'Plainsong' author to speak at Borders
By Lucas Millheim
For the Daily
At the heart of Kent Haruf's novel "Plainsong" stands a number of men, women and children, individually but not separate. All have been damaged by love or stunted from lack of it; all are lonely.
"It is still possible for people of good will to connect in these times," Mr. Haruf said from his home in southern Illinois. "We have to find our connection to other people in unexpected places."
The forming of unlikely bonds between people of good will is the subject of "Plainsong." Victoria Roubideaux is a seventeen-year-old high school student in a small Colorado town with a big problem: She's pregnant and very alone. Her mother has kicked her out of the house and her boyfriend is miles away in Denver. Having nowhere to turn, she looks for refuge to Maggie Jones, a teacher at the high school.

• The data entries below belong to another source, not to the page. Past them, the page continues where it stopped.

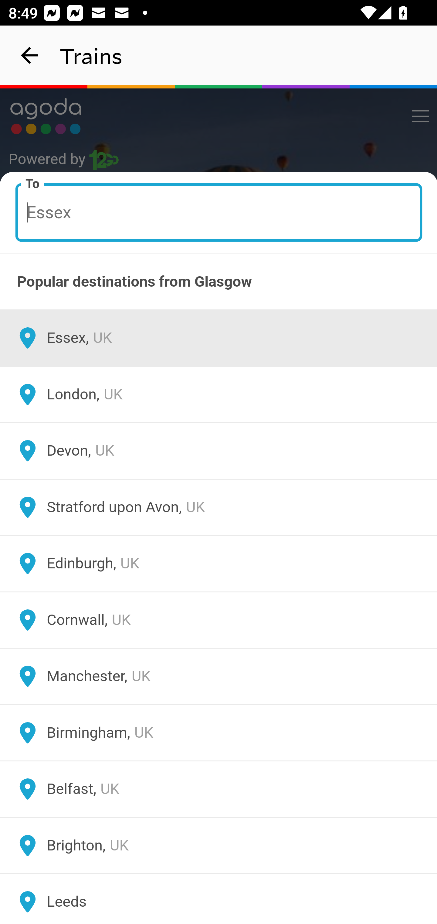 This screenshot has width=437, height=924. I want to click on Cornwall,UK, so click(219, 620).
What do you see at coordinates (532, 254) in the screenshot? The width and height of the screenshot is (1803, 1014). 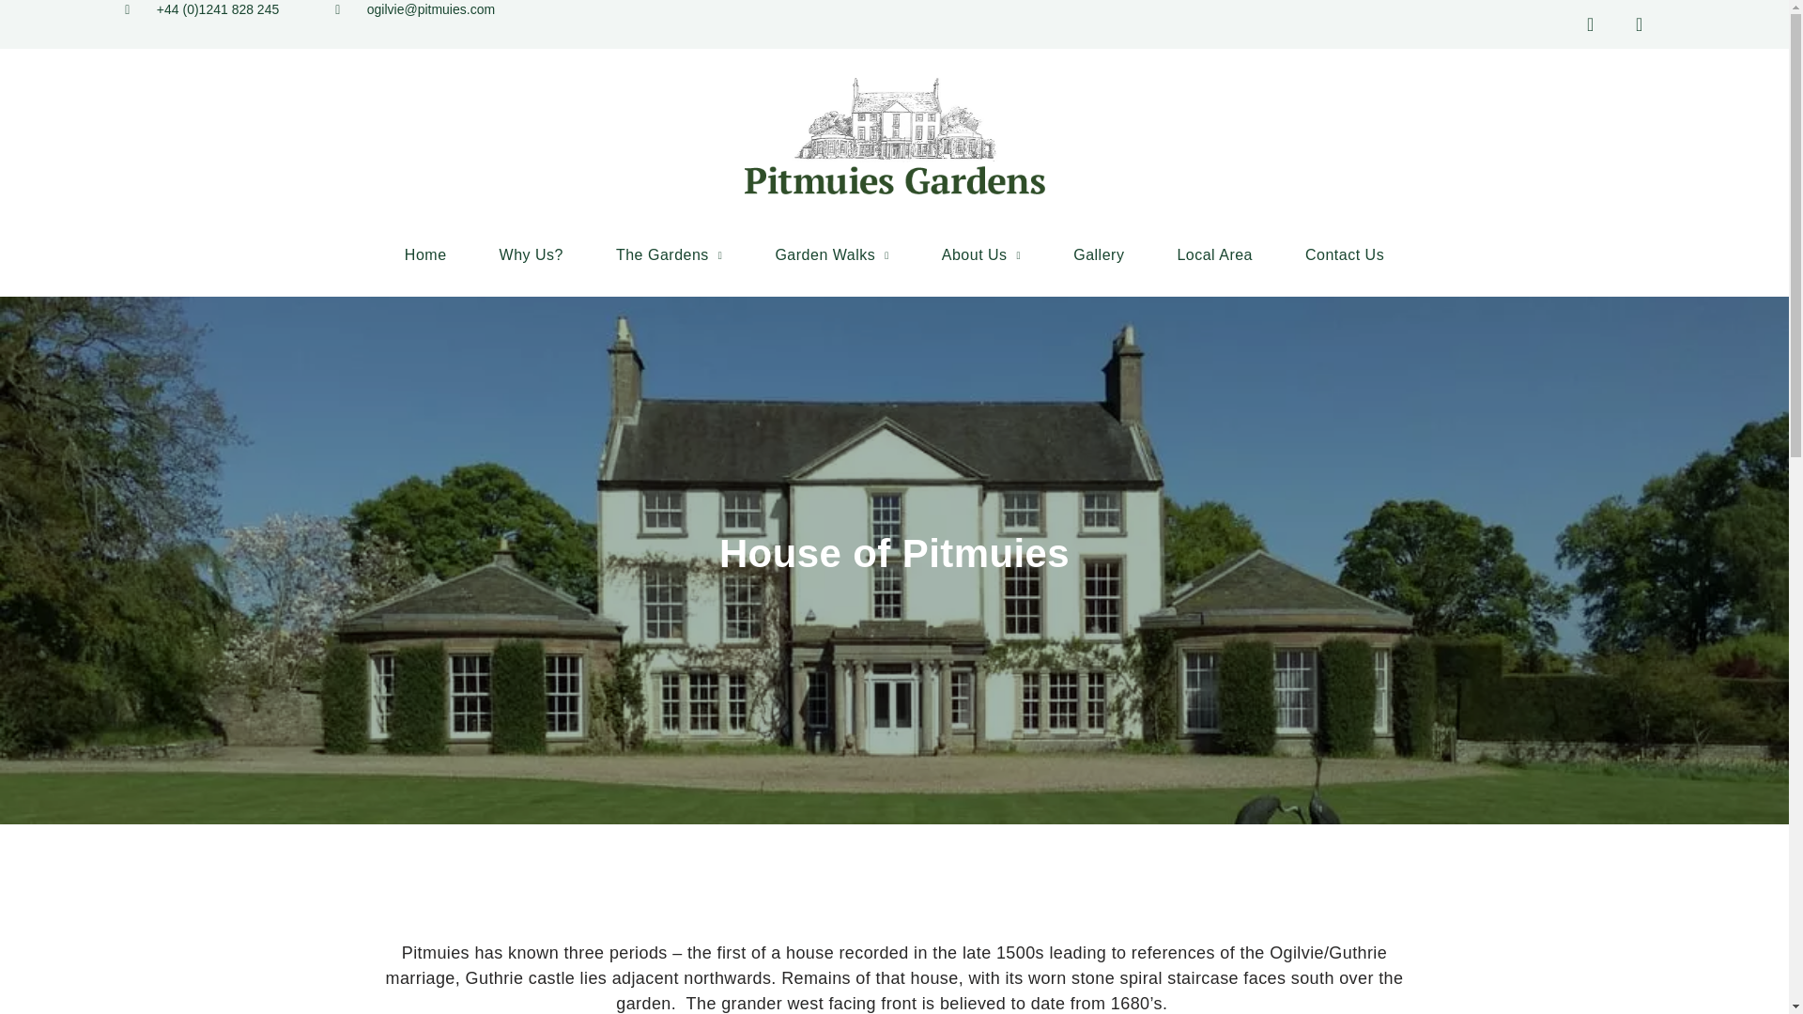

Tom Guthrie is another teacher at the school in Holt. His wife is suffering an unexplained psychological crisis and spends all her time in dark seclusion; later she leaves the house altogether. Tom is left to raise their two sons alone.
Balanced between Tom Guthrie and Victoria Roubideaux and rounding out the main phalanx of characters are the elderly McPheron brothers, solitary bachelor-farmers. Early in the novel we get a sense that the two brothers have missed out on a portion of life. Maggie Jones comes close to the mark when she says to them, "You're going to die some day without ever having had enough trouble in your life."
It is with the simple strands of these lives and the relationships that develop between them that Haruf constructs his story, and it is a testament to his skill as a storyteller that he finds great power and beauty in such apparent simplicity.
Several moments in the novel are deeply moving; even more so because Haruf does not crowd the reader with them. Rather, he presents them directly, and lets the emotion work on its own.
Haruf infuses "Plainsong" with an authentic voice of the prairie. His prose is spare and elemental, conveying both humor and pathos equally well. The novel is of one piece; a single language and sentiment pervade both the opening chapters and the last lines.
"Plainsong" is a deeply moral novel and has the power to shock the reader with this realization. In recent fiction, as in other areas of contemporary life, true morality (as opposed to finger wagging or sentimentality) is a scarce commodity.
The novel has gotten a good deal of media attention, and perhaps this tincture of unsentimental morality is one reason why. Typically reticent urban book reviewers have raved over "Plainsong;" it was a finalist last year for the National Book Award.
In speaking of the rural towns and villages in which he was raised and that are the subjects of his novels, Mr. Haruf says: "It gives (one) a sense of place. In a small town, the pace is slow enough, you learn to look at things more carefully. In a city, there's no way to know all the different aspects of life ... (Y)ou can get a distorted sense of humanity."
Young writer, take heed: If Kent Haruf knows of what he speaks, (and this novel seems to indicate that he does), then perhaps the location of your yet unwritten novel should not be Manhattan or Chicago or Menlo Park, but rather Washtenaw County.

Courtesy of Knopf
Originally on page 9 in the 9-20-2000 issue of the Daily.